Monday, October 08, 2012

Juan Rodríguez, NY's First Immigrant

Charles Lilly Painting, courtesy of the Schomburg Center
for Research in Black Culture, New York Public Library 
Thanks to Monaga's blog, where I first saw it late last week, I was able to start my undergraduate literature class this afternoon with a recent news snippet that was directly relevant to our readings and discussions. It turns out that the first non-indigenous immigrant to what is now New York City--and thus New York State--was, fittingly enough, a black or mix-raced polyglot named Juan Rodriguez (or João Rodrigues, or Jan ____) from Santo Domingo, then San Domingo and the capital of Hispaniola. Early last week New York Times reporter Sam Roberts drafted a short note about it in the paper's "City Room" blog section, and the piece exemplifies the difficulties of applying contemporary categories on historical facts, and the slipperiness even of documented historical discourse, though as my class averred, the deeper truth of the story is clear.  Roberts writes:

In 1613, Juan (or Jan or Joao) Rodriguez (or Rodrigues) appears to have accompanied Thijs Mossel, a Dutch sea captain, on the vessel Jonge Tobias from San Domingo, now known as Santo Domingo. Mossel returned to the Netherlands, while Rodriguez was marooned in what became New York (on either Governors Island or Manhattan) or more likely decided on his own to remain. 
Something of a linguist, he is believed to have mastered the local Indian language and manned a tiny trading post (the Dutch apparently gave him 80 hatchets and other tools and weapons as payment for his services). 
Much of what is known about him comes from affidavits by another captain, Adriaen Block, who complained that Mossel, presumably through Rodriguez, was overpaying for beaver pelts and was ruining Block’s business. Mossel insisted that Rodriguez was not his agent, but rather that Rodriguez had abandoned ship and remained on the island voluntarily (at least into 1614, when Mossel returned) and might have eventually married an Indian woman. 
Crew members said in affidavits that the “mulatto” or “Spaniard” had “run away from the ship and gone ashore against their intent” and that Block’s crew “ought to have killed him” when he refused to go with them to Holland.

Juan or João may have become marooned or was a maroon (he fled the ship), to New York, beginning a centuries-long trend.

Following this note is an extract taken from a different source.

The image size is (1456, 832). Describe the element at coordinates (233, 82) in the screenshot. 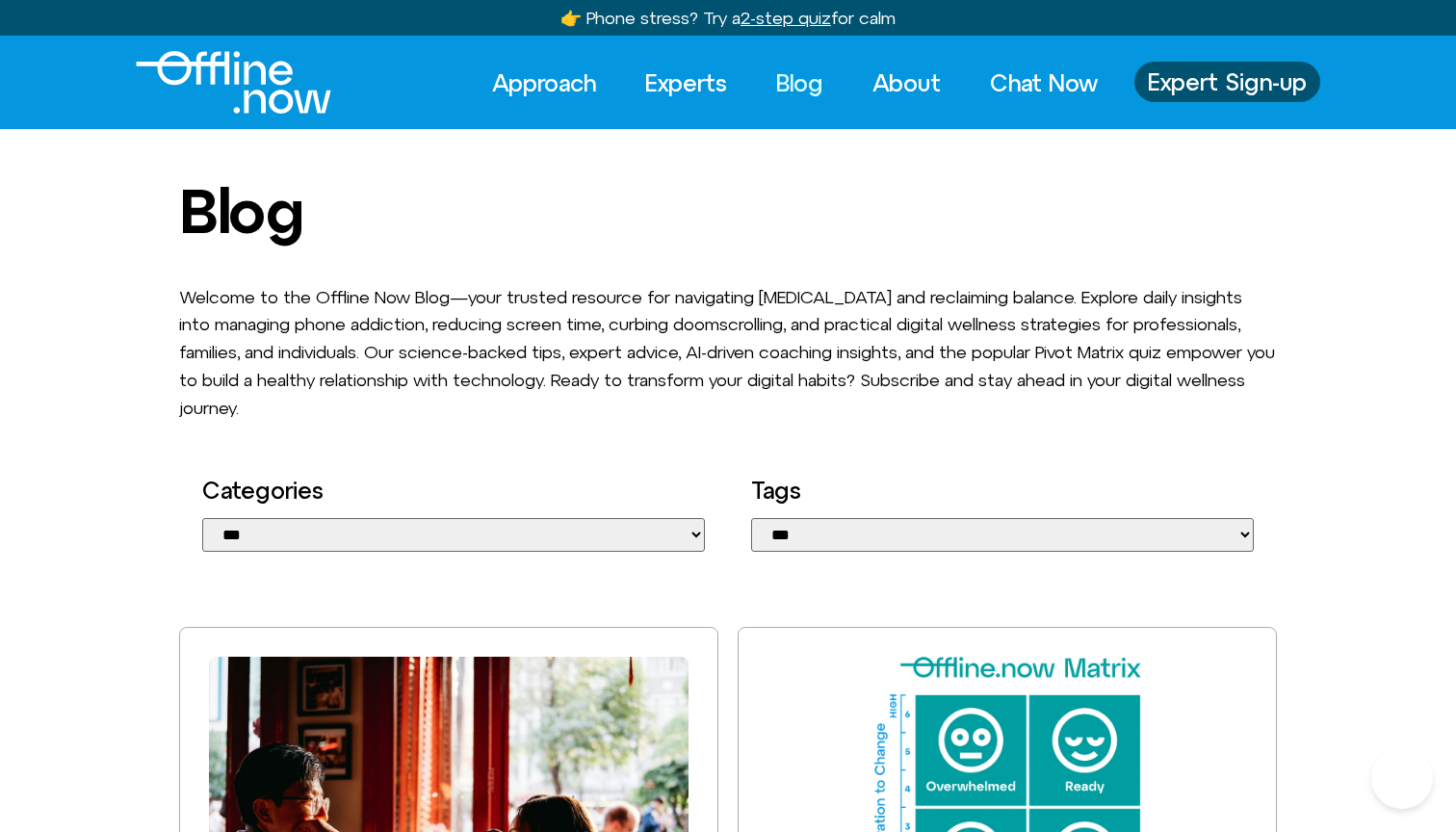

I see `img: offline.now` at that location.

He was an agent for the Dutch, except that he wasn't. He was a "mulatto," and a "Spaniard," which need not be contradictory, except when, in Spanish royal administrative texts, they were. He married an Indian woman, or he didn't. What we know of him comes second, or even third-hand. His crewmates, cheery fellows, thought he should have been "killed" for not packing off to the Netherlands with them. Then there were the squabbles over money. Some things never change.

According to the Latin American Herald Tribune, Dr. Ramona Hernández and her team at the Dominican Studies Institute at the City College of the City University of New York followed up on leads drawn from historian Simon Hart's 1959 study of a "free black man from Santo Domingo," and established the fuller contours of Juan Rodríguez's study. As they aptly say, piecing all the swatches together, since there's no documentation that he ever left, he was "the first immigrant, the first black person, the first merchant, the first Latino and, to us, the first Dominican to have ever lived in New York City," and, as with Jean Baptiste Point du Sable, also allegedly from Santo Domingo (or Saint-Domingue) and Chicago, his presence antedates the official founding of the city of New York--in Rodríguez's case, by some 12 years.

Roberts reports that last Tuesday Mayor Michael Bloomberg signed legislation, sponsored by city councilperson Ydanis Rodríguez, to re-co-name Broadway, that ancient city thoroughfare, in after this Afrolatin-Dominican pioneer from 159th St. in Washington Heights to 218th St. in Inwood, which is to say, along the aorta of two of the city's most heavily Dominican and Dominican-American neighborhoods.  At some point down the road, perhaps there'll be a bigger celebration on his behalf. Let's see if he makes it into the general US history books any more swiftly than the TV shows and films set in and around New York have grasped that the city is still over 50% black and latino.